TWELFTH comes Jim McColl, another self-made billionaire. He only came to grief when he turned from private engineering business to hobnob with the Scottish Government and promote its ill-conceived plans for building ferries on the River Clyde.

Fifteenth are Brian Souter and his sister, Ann Gloag, who founded the Stagecoach Group of bus and rail operators. Seventeenth is Sir Tom Hunter, who has expanded from sportswear retail into a wide range of other businesses.

I have dwelt on some detail, and I could go on. But I hope I have said enough to show that the wealthy Scots of the 21st century are not merely bloated plutocrats and ruthless exploiters of hereditary privilege. They can also be honest and hard-working folk, who started from nothing but their own merits. Sometimes these pay off for the entrepreneur, sometimes not.

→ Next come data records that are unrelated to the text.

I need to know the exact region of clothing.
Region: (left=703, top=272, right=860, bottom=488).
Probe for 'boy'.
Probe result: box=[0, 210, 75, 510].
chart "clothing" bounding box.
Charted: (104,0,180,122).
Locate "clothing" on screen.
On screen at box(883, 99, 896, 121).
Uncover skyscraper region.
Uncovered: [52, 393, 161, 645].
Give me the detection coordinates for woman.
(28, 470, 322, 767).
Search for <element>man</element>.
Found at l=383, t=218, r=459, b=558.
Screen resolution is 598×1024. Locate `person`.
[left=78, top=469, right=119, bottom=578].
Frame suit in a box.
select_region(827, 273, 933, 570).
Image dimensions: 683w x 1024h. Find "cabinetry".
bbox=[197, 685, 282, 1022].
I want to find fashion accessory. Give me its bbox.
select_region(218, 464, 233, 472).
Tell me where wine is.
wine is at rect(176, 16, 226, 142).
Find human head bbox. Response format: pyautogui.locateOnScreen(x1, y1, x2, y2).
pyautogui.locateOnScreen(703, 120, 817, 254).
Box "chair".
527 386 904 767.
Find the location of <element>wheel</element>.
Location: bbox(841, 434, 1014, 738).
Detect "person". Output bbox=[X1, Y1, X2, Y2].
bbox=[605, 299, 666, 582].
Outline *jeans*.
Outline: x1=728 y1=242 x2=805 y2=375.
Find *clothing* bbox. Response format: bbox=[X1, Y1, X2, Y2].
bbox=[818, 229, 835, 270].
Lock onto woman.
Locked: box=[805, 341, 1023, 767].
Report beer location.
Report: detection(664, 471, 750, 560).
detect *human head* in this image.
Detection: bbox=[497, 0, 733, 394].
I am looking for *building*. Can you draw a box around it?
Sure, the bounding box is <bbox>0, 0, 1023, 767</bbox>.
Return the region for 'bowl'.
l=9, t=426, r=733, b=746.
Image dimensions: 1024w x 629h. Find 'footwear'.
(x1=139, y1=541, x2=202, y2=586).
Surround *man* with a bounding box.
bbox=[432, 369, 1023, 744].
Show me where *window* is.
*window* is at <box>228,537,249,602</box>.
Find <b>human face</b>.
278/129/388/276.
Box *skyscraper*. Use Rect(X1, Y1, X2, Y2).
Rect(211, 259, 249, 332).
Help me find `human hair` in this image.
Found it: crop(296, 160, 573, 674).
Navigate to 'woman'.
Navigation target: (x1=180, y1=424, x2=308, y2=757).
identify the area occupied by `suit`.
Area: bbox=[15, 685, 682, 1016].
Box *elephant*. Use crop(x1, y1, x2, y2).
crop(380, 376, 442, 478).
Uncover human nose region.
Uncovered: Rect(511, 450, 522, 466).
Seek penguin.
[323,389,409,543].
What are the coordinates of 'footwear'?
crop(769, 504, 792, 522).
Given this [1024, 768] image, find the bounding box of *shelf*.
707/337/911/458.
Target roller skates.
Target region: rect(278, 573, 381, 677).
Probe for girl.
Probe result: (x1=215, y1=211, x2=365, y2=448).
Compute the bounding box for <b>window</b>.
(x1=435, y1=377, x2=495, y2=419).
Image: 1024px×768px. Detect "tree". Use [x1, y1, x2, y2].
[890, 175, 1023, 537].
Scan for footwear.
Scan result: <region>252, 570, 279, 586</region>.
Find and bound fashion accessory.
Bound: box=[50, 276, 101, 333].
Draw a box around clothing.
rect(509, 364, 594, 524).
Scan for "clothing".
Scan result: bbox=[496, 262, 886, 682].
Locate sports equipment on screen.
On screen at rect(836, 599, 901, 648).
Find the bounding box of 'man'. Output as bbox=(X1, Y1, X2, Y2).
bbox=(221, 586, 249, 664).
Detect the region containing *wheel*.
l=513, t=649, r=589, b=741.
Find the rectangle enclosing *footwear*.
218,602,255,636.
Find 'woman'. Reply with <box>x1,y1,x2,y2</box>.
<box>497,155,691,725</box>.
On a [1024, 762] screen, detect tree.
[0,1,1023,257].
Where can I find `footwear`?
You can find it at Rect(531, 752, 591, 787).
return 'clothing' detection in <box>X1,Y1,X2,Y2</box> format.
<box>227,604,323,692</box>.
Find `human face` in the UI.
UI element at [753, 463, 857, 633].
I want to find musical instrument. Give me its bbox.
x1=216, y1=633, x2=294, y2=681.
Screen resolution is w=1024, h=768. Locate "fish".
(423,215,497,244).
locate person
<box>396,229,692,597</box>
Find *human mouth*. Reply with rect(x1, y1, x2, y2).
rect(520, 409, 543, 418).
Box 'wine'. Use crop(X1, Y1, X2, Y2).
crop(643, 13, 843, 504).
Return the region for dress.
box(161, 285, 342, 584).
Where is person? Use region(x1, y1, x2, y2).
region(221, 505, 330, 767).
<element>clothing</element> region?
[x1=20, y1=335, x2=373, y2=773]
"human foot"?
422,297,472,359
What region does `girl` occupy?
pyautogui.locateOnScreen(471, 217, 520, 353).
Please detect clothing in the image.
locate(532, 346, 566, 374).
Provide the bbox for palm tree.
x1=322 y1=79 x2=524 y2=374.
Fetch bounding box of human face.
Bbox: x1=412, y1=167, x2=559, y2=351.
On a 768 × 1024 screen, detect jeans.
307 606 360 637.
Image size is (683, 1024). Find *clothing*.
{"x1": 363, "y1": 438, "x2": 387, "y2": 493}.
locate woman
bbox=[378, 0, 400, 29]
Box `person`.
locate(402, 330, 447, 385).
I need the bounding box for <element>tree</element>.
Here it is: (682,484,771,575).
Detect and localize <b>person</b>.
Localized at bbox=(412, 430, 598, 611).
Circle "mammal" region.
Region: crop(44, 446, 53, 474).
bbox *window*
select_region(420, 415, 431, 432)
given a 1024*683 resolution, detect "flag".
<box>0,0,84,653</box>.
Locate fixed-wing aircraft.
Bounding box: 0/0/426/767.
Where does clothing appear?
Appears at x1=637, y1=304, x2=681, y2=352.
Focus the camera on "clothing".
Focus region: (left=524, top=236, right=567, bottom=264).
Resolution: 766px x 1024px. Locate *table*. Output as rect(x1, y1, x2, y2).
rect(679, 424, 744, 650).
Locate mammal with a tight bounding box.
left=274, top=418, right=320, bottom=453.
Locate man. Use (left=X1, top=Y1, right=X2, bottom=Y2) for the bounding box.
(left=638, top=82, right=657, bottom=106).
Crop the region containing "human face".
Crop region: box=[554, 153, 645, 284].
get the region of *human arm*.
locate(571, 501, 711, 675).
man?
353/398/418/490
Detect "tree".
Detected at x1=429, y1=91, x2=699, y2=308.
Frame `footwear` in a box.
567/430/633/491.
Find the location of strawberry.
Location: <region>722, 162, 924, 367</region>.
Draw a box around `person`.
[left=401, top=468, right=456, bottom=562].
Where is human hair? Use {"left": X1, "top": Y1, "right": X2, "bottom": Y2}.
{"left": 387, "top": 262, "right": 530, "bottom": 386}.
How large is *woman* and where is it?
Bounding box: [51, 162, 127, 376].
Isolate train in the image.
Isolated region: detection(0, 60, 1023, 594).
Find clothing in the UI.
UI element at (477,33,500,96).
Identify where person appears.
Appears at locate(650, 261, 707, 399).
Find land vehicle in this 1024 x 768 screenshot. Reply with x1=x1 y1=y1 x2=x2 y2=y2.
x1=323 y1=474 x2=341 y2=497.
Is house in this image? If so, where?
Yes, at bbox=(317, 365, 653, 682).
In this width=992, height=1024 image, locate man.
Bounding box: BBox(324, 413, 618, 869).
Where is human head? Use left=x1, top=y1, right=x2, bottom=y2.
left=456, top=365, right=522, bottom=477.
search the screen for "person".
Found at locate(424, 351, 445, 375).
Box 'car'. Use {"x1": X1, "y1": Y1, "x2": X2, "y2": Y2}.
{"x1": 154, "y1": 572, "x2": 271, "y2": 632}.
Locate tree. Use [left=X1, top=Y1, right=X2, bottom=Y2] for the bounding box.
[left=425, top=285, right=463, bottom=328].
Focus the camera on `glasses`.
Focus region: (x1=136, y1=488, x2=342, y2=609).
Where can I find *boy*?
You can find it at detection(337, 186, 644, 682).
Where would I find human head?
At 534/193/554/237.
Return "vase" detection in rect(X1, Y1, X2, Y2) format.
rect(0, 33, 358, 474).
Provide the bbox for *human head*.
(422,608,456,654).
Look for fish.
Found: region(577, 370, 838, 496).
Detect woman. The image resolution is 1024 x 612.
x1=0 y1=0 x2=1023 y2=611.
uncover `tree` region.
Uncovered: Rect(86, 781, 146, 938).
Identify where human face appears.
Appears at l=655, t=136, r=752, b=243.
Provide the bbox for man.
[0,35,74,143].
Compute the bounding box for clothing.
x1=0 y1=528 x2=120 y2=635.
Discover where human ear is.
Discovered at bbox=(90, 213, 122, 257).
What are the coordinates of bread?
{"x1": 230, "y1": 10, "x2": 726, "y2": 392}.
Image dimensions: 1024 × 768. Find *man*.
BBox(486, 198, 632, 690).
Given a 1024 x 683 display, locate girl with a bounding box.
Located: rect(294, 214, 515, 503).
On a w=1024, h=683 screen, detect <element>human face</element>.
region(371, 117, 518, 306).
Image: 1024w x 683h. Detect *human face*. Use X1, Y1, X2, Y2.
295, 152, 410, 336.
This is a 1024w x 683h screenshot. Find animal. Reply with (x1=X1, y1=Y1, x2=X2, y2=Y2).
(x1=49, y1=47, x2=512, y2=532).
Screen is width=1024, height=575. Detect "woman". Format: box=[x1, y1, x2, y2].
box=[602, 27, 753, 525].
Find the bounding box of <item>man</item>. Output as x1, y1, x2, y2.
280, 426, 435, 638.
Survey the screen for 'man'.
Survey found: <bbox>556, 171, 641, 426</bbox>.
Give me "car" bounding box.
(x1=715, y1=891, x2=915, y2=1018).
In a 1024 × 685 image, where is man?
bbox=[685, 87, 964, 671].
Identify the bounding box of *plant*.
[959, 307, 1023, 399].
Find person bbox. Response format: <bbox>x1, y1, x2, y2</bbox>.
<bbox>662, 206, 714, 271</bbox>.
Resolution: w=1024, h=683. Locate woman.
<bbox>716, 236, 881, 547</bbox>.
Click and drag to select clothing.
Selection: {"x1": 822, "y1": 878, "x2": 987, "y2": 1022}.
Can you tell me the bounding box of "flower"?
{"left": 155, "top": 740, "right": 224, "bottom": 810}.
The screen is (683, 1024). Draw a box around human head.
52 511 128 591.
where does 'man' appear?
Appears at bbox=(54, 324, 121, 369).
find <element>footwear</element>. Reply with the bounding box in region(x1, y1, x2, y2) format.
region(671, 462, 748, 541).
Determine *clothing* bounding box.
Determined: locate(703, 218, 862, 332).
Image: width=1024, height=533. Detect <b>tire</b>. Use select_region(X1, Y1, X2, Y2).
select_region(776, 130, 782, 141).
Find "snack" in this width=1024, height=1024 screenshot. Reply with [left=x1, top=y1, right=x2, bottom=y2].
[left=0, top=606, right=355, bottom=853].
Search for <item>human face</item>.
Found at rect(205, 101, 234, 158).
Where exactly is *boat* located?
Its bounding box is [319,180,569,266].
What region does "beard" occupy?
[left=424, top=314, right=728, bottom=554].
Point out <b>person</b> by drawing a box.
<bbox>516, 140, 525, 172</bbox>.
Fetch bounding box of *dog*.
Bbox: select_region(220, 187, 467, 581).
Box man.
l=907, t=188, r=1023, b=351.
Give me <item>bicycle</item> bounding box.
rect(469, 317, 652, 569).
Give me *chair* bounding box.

The difference still does not mean successful capitalists are morally dubious.

Let me compare my argument with one from an esteemed fellow columnist, Kevin McKenna. I pick at random out of his fertile archive an article published on November 8, 2017: “This [UK] is a gangster state which punishes the innocent and the honest and rewards the greed, avarice and gluttony of the ruling elites. Will this ever reach a point when the rest of us will rise up and overcome this wickedness?”

My answer is no. So long as we can contemplate the deeds of Vladimir Putin in Russia or of the Saudi royal family in Arabia or of various despots in Latin America, it surely goes a bit far to dub ours a gangster state.

After all, our rulers rule because we vote them in and they change more often than those in countries with a history of revolution. True, there are different majorities in the four UK nations, but a remedy for that is work in progress.

I don’t suppose Scots abhor wickedness less than other peoples. Yet we deal with it in ways short of resorting to public violence.

We have, for example, equality before the law and equality of political rights, all exactly the same for the ruling elite as for any ordinary citizen.

Whether this equality should extend into the economic sphere, with every one of us enjoying equal wages or equal wealth, is a subject of constant public discussion. So far, the advocates of equality have failed to convince a majority of us that this is the right way to go.

Altogether a rich list is a good thing to have, in Scotland and in other countries. It shows us, through concrete examples of real people’s lives, that equality is not the sole social value we should worry about.

The best societies, all to be found in the world of modern capitalism, attach just as much importance to personal freedom and human diversity.